To me, the most interesting thing about the discourse around Oppenheimer is how few people are personalising their reaction to it. I find the vast majority of conversation about it (aside from, naturally, whether or not it’s fun to watch) is about either its space in the biopic genre or its political text, neither of which are exactly emotionally specific, no matter how much anger the latter can inspire. Nobody is talking about how they can relate to the protagonist. I find this particularly interesting because Oppenheimer strikes at a particularly timely question: what is it that a young left-winger has to fear? I went into the film deliberately not learning anything about the real-life man, and I was equally as startled as him when the tragic decision that led to a lifetime of persecution and punishment wasn’t developing a weapon of mass murder, it was partying with Communists.
On a political level, this feels true. Us lefties sure love our finger-pointin’, and we can bring it on each other with the same level of intensity as our mutual enemies. But politics isn’t just about who’s right, but who has the power, and it tends to be the people in charge of atom bombs, movie studios, and publishing houses that end careers, not the hippies or scientists. One of the fascinating things about so-called ‘cancel culture’ is how it only really affects people who let it affect them – who deliberately withdraw works in the face of criticism – and anyone who really wants to ends up clawing their way back somehow.
I recall back in 2013, a blogger known as Requires Hate (short for the blog’s full title, Requires Only That You Hate) was writing infamously brutal reviews in which she combined histrionic anger with vividly violent rhetoric, calling for the mutilation of bad writers. Rumours abounded that she was directing abuse at men and women of colour, invading spaces and unleashing her abuse, fracturing communities, changing her name, and moving on. She was later outed as up-and-coming fiction writer Benjanun Sriduangkaew, seeming to cause the implosion of a promising career… except if one looks her up now, she’s still comfortably publishing short stories, novellas, and a novel. She’s even still writing abrasive posts on social media.
A more recent example is Ana Mardoll, who skyrocketed into his fifteen minutes of fame with a “reading is ableist” tweet – a slightly unfair reading of a comment that was still kind of silly – which led to the revelation that Mardoll is a nepotism hire at Lockheed Martin, which made his mixture of (again) abrasiveness and ‘smol bean’ posting look remarkably hypocritical. And yet, look him up – he’s still blogging away now as if nothing happened. He even has a canny reversal of Oppenheimer’s situation; our cinematic figure of history was a weapons creator ‘undone’ by his connection to leftists, whilst Mardoll is a leftist ‘undone’ by his connections to weapons creators.
The fact of the matter is, it’s the right-wingers who hold power, at least in America; they’re the ones who paid Oppie to build the bomb, and they’re the ones who can put him under the lights.
Oppie’s fear of the apocalypse is, at least within the context of the film, perfectly reasonable (I’m given to understand the real guys figured out pretty quickly it was unlikely they’d blow up the whole world). His fear being evil – of personifying evil – is much less of a threat than he thinks it is. Prison is the real threat; getting fired is the real threat; getting killed is the realest threat. Being evil is something that it turns out anyone can survive, given enough willpower. Being a criminal is what requires intelligence and guile. Perhaps this is why so many examples of real-life evil come off both blundering and cunning; smart enough not to do anything that would actually get them killed, but also unwilling to face any actual consequences and learn from them.
(Christopher Nolan is known for a more conservative worldview, and this is expressed through Harry Truman here – committing great and consequential evil with no fear)
This ties into the more universal arc of the film. When you’re young and neurotic, you can live in fear of the consequences of your actions, and you can end up creating this image in your mind for what they are – certainly, Oppie is haunted by visions of the apocalypse. The problem is you can become so preoccupied with what you can imagine that you get blindsided by what you can’t. Imposing your will on the world is one form of controlling it; imagining disaster is another, and just as subject to failure. In a way, Oppie ends up suffering both the anxiety of what’s happening to him and the guilt of getting away with something else at the same time. When you’re young, you’re afraid you’re gonna get punished for doing what you want to do; when you get old, you do get punished, but by something outside your universe entirely.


### Instructions to follow
Output all of the records exactly, word for word.

── The input

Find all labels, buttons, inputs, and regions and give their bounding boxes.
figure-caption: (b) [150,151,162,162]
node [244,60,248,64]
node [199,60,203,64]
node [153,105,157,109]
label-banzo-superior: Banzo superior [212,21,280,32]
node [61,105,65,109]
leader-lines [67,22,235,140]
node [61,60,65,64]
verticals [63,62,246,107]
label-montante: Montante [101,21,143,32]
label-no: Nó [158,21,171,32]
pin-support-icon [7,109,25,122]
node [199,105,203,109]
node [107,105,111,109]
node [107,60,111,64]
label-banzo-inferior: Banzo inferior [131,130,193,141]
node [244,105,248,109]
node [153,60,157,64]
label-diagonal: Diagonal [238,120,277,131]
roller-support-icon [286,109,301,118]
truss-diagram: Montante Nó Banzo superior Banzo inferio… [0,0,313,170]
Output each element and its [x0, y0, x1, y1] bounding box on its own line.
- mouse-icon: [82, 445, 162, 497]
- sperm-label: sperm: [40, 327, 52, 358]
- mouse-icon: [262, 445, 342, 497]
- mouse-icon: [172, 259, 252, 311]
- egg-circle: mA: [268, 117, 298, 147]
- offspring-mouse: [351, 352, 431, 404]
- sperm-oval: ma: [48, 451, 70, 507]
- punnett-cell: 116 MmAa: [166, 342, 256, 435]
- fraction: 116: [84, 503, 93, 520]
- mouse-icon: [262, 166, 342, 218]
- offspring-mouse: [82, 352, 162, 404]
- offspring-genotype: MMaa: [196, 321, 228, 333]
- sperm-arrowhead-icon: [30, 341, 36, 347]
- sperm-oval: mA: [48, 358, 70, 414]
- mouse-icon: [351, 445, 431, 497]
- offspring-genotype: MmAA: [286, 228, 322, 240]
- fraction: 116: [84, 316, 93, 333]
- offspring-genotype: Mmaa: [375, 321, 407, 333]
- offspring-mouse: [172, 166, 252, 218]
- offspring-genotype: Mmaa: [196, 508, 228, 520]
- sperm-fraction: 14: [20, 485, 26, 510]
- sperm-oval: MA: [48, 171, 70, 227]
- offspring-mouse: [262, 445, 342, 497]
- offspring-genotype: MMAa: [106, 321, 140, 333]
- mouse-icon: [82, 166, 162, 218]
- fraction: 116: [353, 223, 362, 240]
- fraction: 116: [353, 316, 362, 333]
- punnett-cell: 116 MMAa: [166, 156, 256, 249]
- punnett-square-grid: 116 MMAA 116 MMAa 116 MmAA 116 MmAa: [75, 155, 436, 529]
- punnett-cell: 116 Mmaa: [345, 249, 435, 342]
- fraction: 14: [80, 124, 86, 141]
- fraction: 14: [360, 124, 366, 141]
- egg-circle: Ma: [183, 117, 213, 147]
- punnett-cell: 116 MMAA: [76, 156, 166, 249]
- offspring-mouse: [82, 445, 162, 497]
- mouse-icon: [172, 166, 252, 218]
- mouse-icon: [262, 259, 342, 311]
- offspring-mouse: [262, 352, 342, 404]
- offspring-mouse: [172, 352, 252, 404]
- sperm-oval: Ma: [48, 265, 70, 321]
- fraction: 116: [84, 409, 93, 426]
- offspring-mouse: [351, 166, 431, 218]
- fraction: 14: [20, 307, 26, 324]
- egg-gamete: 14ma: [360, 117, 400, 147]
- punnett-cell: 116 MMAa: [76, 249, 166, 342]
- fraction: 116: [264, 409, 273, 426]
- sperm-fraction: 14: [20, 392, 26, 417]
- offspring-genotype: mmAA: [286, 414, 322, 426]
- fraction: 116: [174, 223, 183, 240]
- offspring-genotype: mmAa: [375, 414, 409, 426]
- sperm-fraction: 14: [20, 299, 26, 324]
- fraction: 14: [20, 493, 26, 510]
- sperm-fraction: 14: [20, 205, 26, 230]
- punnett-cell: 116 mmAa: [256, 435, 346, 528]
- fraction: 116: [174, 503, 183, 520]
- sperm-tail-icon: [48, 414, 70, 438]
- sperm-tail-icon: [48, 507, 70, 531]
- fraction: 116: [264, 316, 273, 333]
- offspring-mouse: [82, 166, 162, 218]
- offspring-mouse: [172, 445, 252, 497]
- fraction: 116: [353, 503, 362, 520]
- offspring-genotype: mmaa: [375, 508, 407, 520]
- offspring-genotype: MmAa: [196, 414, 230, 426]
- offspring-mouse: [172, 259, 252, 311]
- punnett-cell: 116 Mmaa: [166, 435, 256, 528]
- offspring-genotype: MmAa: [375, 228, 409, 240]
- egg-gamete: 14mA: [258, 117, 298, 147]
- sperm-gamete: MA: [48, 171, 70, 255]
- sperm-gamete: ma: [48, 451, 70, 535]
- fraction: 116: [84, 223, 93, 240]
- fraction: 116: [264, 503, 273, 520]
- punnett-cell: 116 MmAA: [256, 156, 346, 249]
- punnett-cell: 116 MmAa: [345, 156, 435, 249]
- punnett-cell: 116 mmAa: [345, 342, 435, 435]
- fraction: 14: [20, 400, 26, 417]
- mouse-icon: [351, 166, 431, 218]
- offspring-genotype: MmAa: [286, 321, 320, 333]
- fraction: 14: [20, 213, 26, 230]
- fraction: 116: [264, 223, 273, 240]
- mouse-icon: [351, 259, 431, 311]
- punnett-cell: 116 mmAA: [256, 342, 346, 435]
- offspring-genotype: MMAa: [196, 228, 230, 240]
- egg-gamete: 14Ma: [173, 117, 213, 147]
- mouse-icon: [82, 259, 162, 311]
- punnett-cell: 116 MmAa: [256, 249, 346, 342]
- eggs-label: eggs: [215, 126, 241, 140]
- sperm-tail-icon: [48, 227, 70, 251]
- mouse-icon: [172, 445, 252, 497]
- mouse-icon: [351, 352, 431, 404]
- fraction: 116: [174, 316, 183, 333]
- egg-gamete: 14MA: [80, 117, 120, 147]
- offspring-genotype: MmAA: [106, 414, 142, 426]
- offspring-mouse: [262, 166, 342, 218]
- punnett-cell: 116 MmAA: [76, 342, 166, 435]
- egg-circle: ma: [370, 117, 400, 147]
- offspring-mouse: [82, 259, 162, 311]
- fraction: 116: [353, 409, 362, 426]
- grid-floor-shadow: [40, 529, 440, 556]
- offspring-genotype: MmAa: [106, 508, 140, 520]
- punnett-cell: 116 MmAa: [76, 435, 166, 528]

────

### Output below
Find all labels, buttons, inputs, and regions and give their bounding boxes.
figure-caption: (b) [150,151,162,162]
node [244,60,248,64]
node [199,60,203,64]
node [153,105,157,109]
label-banzo-superior: Banzo superior [212,21,280,32]
node [61,105,65,109]
leader-lines [67,22,235,140]
node [61,60,65,64]
verticals [63,62,246,107]
label-montante: Montante [101,21,143,32]
label-no: Nó [158,21,171,32]
pin-support-icon [7,109,25,122]
node [199,105,203,109]
node [107,105,111,109]
node [107,60,111,64]
label-banzo-inferior: Banzo inferior [131,130,193,141]
node [244,105,248,109]
node [153,60,157,64]
label-diagonal: Diagonal [238,120,277,131]
roller-support-icon [286,109,301,118]
truss-diagram: Montante Nó Banzo superior Banzo inferio… [0,0,313,170]
Output each element and its [x0, y0, x1, y1] bounding box on its own line.
- mouse-icon: [82, 445, 162, 497]
- sperm-label: sperm: [40, 327, 52, 358]
- mouse-icon: [262, 445, 342, 497]
- mouse-icon: [172, 259, 252, 311]
- egg-circle: mA: [268, 117, 298, 147]
- offspring-mouse: [351, 352, 431, 404]
- sperm-oval: ma: [48, 451, 70, 507]
- punnett-cell: 116 MmAa: [166, 342, 256, 435]
- fraction: 116: [84, 503, 93, 520]
- mouse-icon: [262, 166, 342, 218]
- offspring-mouse: [82, 352, 162, 404]
- offspring-genotype: MMaa: [196, 321, 228, 333]
- sperm-arrowhead-icon: [30, 341, 36, 347]
- sperm-oval: mA: [48, 358, 70, 414]
- mouse-icon: [351, 445, 431, 497]
- offspring-genotype: MmAA: [286, 228, 322, 240]
- fraction: 116: [84, 316, 93, 333]
- offspring-genotype: Mmaa: [375, 321, 407, 333]
- offspring-mouse: [172, 166, 252, 218]
- offspring-genotype: Mmaa: [196, 508, 228, 520]
- sperm-fraction: 14: [20, 485, 26, 510]
- sperm-oval: MA: [48, 171, 70, 227]
- offspring-mouse: [262, 445, 342, 497]
- offspring-genotype: MMAa: [106, 321, 140, 333]
- mouse-icon: [82, 166, 162, 218]
- fraction: 116: [353, 223, 362, 240]
- fraction: 116: [353, 316, 362, 333]
- punnett-cell: 116 MMAa: [166, 156, 256, 249]
- punnett-square-grid: 116 MMAA 116 MMAa 116 MmAA 116 MmAa: [75, 155, 436, 529]
- punnett-cell: 116 Mmaa: [345, 249, 435, 342]
- fraction: 14: [80, 124, 86, 141]
- fraction: 14: [360, 124, 366, 141]
- egg-circle: Ma: [183, 117, 213, 147]
- punnett-cell: 116 MMAA: [76, 156, 166, 249]
- offspring-mouse: [82, 445, 162, 497]
- mouse-icon: [172, 166, 252, 218]
- mouse-icon: [262, 259, 342, 311]
- offspring-mouse: [262, 352, 342, 404]
- offspring-mouse: [172, 352, 252, 404]
- sperm-oval: Ma: [48, 265, 70, 321]
- fraction: 116: [84, 409, 93, 426]
- offspring-mouse: [351, 166, 431, 218]
- fraction: 14: [20, 307, 26, 324]
- egg-gamete: 14ma: [360, 117, 400, 147]
- punnett-cell: 116 MMAa: [76, 249, 166, 342]
- fraction: 116: [264, 409, 273, 426]
- sperm-fraction: 14: [20, 392, 26, 417]
- offspring-genotype: mmAA: [286, 414, 322, 426]
- fraction: 116: [174, 223, 183, 240]
- offspring-genotype: mmAa: [375, 414, 409, 426]
- sperm-fraction: 14: [20, 299, 26, 324]
- fraction: 14: [20, 493, 26, 510]
- sperm-fraction: 14: [20, 205, 26, 230]
- punnett-cell: 116 mmAa: [256, 435, 346, 528]
- fraction: 116: [174, 503, 183, 520]
- sperm-tail-icon: [48, 414, 70, 438]
- sperm-tail-icon: [48, 507, 70, 531]
- fraction: 116: [264, 316, 273, 333]
- offspring-mouse: [82, 166, 162, 218]
- offspring-mouse: [172, 445, 252, 497]
- fraction: 116: [353, 503, 362, 520]
- offspring-genotype: mmaa: [375, 508, 407, 520]
- offspring-genotype: MmAa: [196, 414, 230, 426]
- offspring-mouse: [172, 259, 252, 311]
- punnett-cell: 116 Mmaa: [166, 435, 256, 528]
- offspring-genotype: MmAa: [375, 228, 409, 240]
- egg-gamete: 14mA: [258, 117, 298, 147]
- sperm-gamete: MA: [48, 171, 70, 255]
- sperm-gamete: ma: [48, 451, 70, 535]
- fraction: 116: [84, 223, 93, 240]
- fraction: 116: [264, 503, 273, 520]
- punnett-cell: 116 MmAA: [256, 156, 346, 249]
- punnett-cell: 116 MmAa: [345, 156, 435, 249]
- punnett-cell: 116 mmAa: [345, 342, 435, 435]
- fraction: 14: [20, 400, 26, 417]
- mouse-icon: [351, 166, 431, 218]
- offspring-genotype: MmAa: [286, 321, 320, 333]
- fraction: 14: [20, 213, 26, 230]
- fraction: 116: [264, 223, 273, 240]
- mouse-icon: [351, 259, 431, 311]
- punnett-cell: 116 mmAA: [256, 342, 346, 435]
- offspring-genotype: MMAa: [196, 228, 230, 240]
- egg-gamete: 14Ma: [173, 117, 213, 147]
- mouse-icon: [82, 259, 162, 311]
- punnett-cell: 116 MmAa: [256, 249, 346, 342]
- eggs-label: eggs: [215, 126, 241, 140]
- sperm-tail-icon: [48, 227, 70, 251]
- mouse-icon: [172, 445, 252, 497]
- mouse-icon: [351, 352, 431, 404]
- fraction: 116: [174, 316, 183, 333]
- egg-gamete: 14MA: [80, 117, 120, 147]
- offspring-genotype: MmAA: [106, 414, 142, 426]
- offspring-mouse: [262, 166, 342, 218]
- punnett-cell: 116 MmAA: [76, 342, 166, 435]
- egg-circle: ma: [370, 117, 400, 147]
- offspring-mouse: [82, 259, 162, 311]
- fraction: 116: [353, 409, 362, 426]
- grid-floor-shadow: [40, 529, 440, 556]
- offspring-genotype: MmAa: [106, 508, 140, 520]
- punnett-cell: 116 MmAa: [76, 435, 166, 528]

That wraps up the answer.